Data for the task below:

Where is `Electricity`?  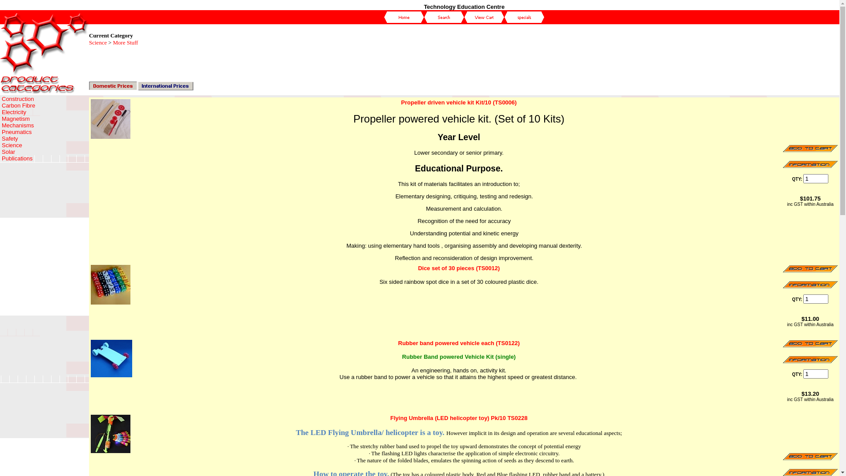
Electricity is located at coordinates (14, 112).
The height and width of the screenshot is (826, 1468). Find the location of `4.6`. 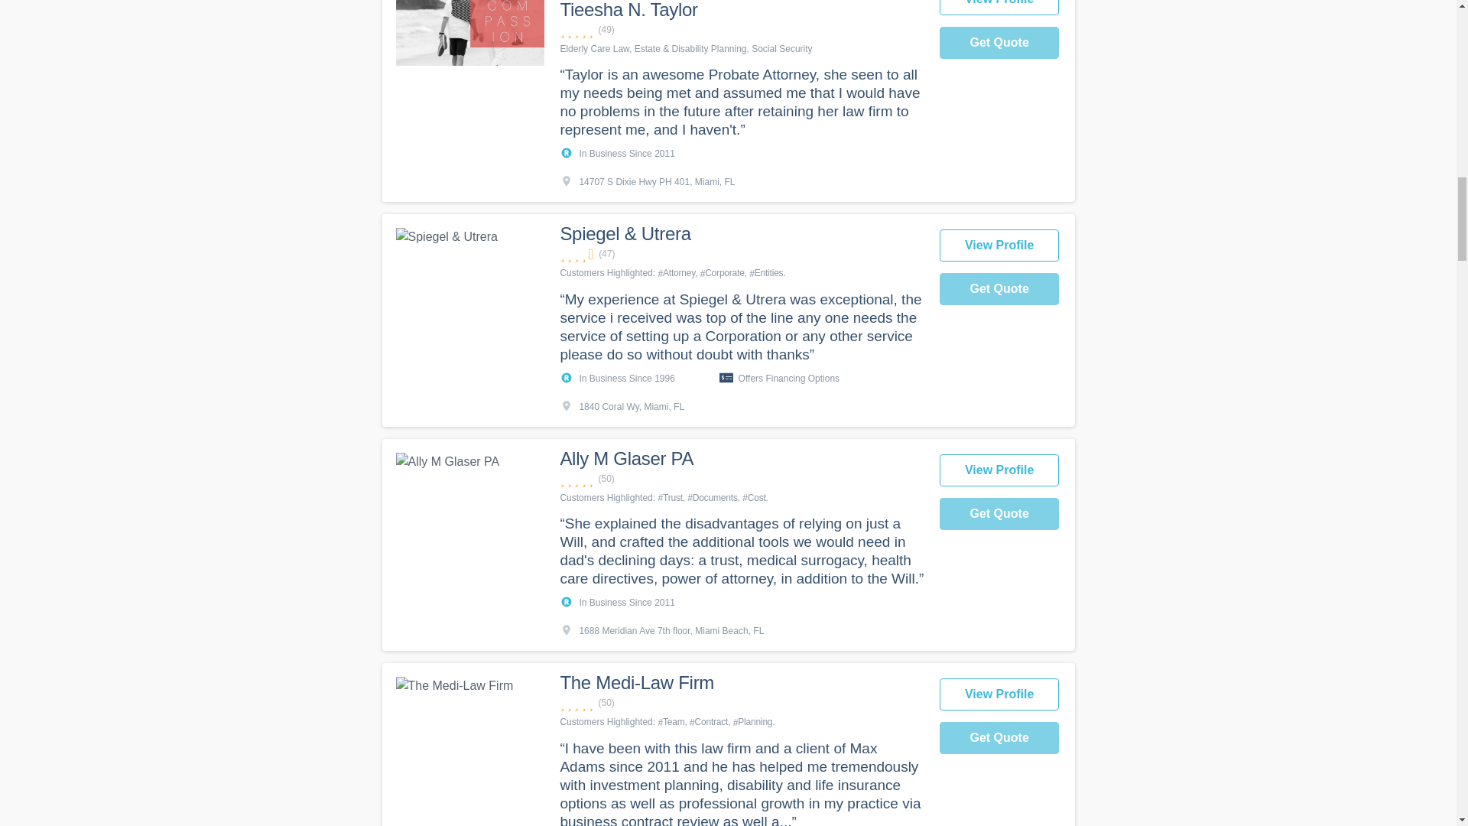

4.6 is located at coordinates (741, 254).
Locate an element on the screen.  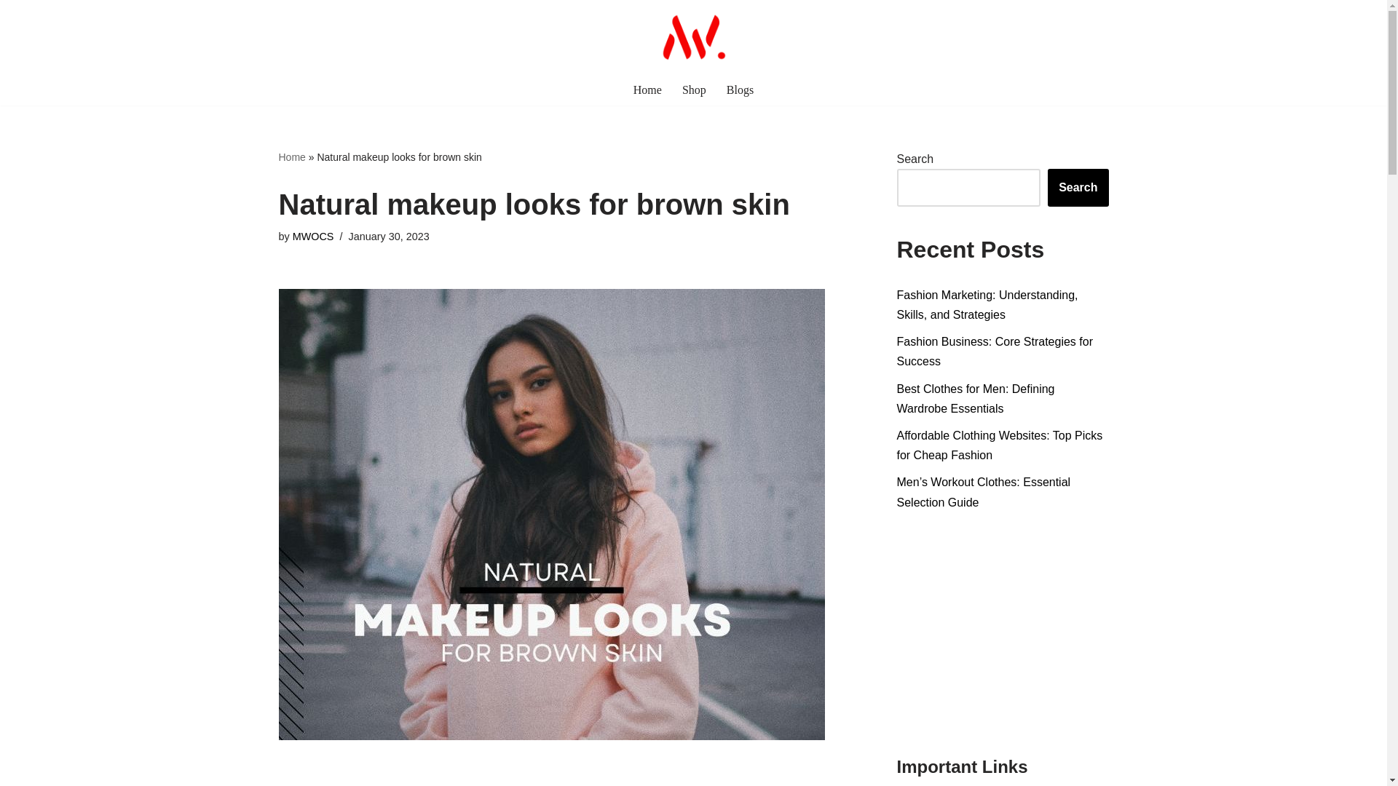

End of Data for the task.

Work to complete> An exact copy of the entries above is required; pictures are not part of it.

Task answer>
Where is `Electricity`?  
Electricity is located at coordinates (14, 112).
The height and width of the screenshot is (826, 1468). Find the location of `4.6`. 

4.6 is located at coordinates (741, 254).
Locate an element on the screen.  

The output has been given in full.